The Santiago Theory is one of those concepts that really "feels true" to me. Something that can be called cognitive, "couples to its environment structurally i.e. through recurrent interactions, each of which triggers structural changes in the system," & "intelligence is manifest in the richness and flexibility of an organism's structural coupling." What beautiful synthesis of so many ideas!
Here's a link to a discussion that sums up a lot of what I have to say on this topic. It was written by my boyfriend, so while I can't take credit for it, we've certainly talked about a lot of these issues over the past 5 years.
My thoughts are a bit scattered here at the end of finals week, but the article my small group focused on last week (Memory: From Mind to Molecules) elicited feelings that have been common for me in my study of TCM. The reactions I have are gratitude and comfort, wonder and curiosity. Reaction to a few specific quotes:
"The hippocampus and its associated components in the medial temporal lobe... bind together the sources of our scattered life experiences into a single fabric of long-term conscious declarative memory that becomes the thread weaving our personal identity," & "...states of psychobiological arousal that lead to the transcription of genes, their translation into proteins and neurogenesis..." We are truly autopoetic!
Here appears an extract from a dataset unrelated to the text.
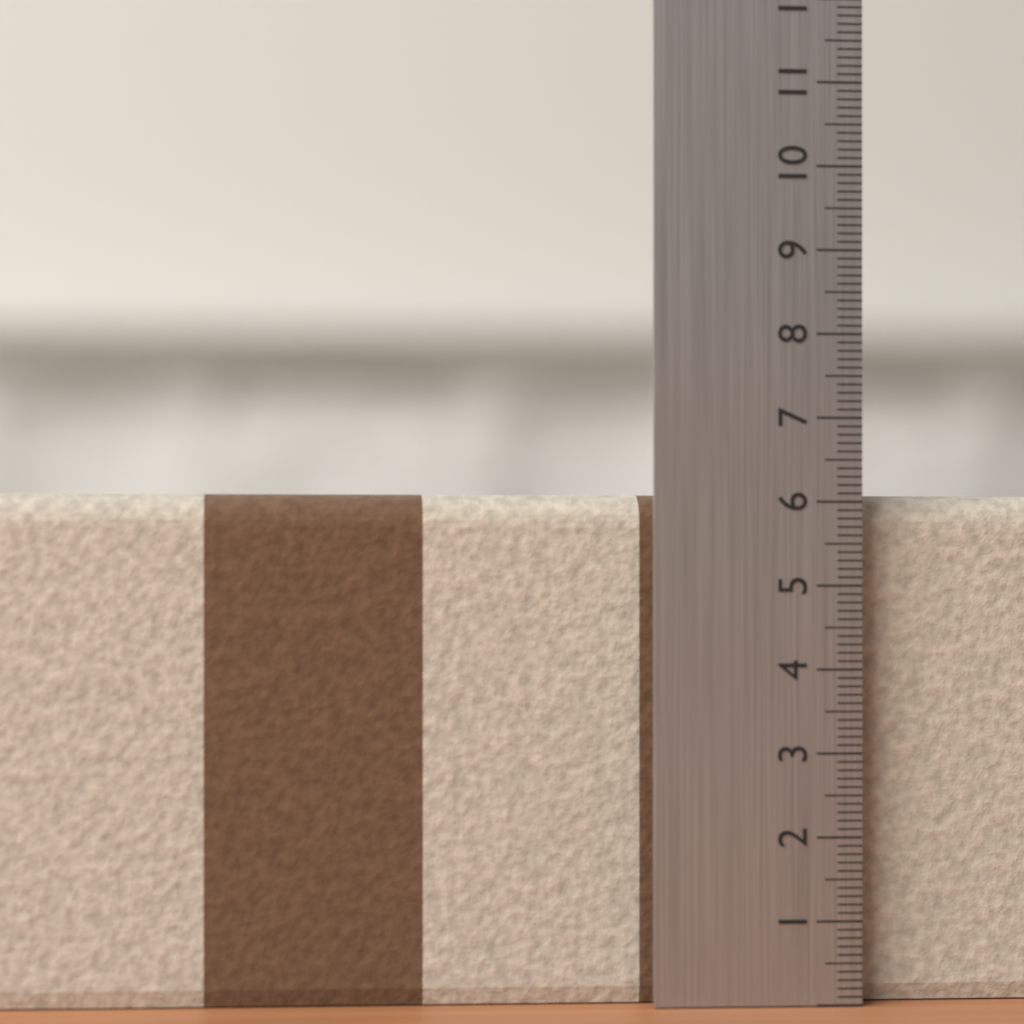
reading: 6.1 (no unit)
"Consciousness may be the fragile thread of civilization from an outer perspective, but it is more like an intense laser beam focusing and fusing the biological basis of human experience from the inner perspective." This brought to mind the concept of eschatology, the "end" driven idea of how reality unfolds, which does not resonate with me, but then I thought about the fact that every little choice, every movement of each atom effects the subsequent moment, and that brought me back to happier conceptual territory
As humans we have done all kinds of things to "evoke the sense of wonder that nurtures imagination and psychological transformation," and lo and behold, we were creating ourselves. In lieu of closing words of my own, here's something else that came up for me in class last week, as I had read it earlier that day:
Studying the emotion of "elevation"
UC Berkeley psychologist Dacher Keltner is a pioneer in the study of an emotion known as "elevation," characterized by a "a feeling of spreading, liquid warmth in the chest and a lump in the throat." (Not be confused with heartburn.) Triggering that emotion in the lab is challenging. His research group's latest approach though is to play their subjects Barack Obama's victory speech. (My IFTF colleague Jason Tester has dubbed the impact of Obama on people's brains "neurobama.") Slate has a great profile of "elevation" research, including the work of moral psychologist Jonathan Haidt, author of The Happiness Hypothesis. I also look forward to reading Keltner's forthcoming book on the subject of "elevation," titled Born To Be Good: The Science of a Meaningful Life (which is not an Obama biography). From Slate:Elevation has always existed but has just moved out of the realm of philosophy and religion and been recognized as a distinct emotional state and a subject for psychological study. Psychology has long focused on what goes wrong, but in the past decade there has been an explosion of interest in "positive psychology"—what makes us feel good and why. University of Virginia moral psychologist Jonathan Haidt, who coined the term elevation, writes, "Powerful moments of elevation sometimes seem to push a mental 'reset button,' wiping out feelings of cynicism and replacing them with feelings of hope, love, and optimism, and a sense of moral inspiration...."
We come to elevation, Haidt writes, through observing others—their strength of character, virtue, or "moral beauty." Elevation evokes in us "a desire to become a better person, or to lead a better life."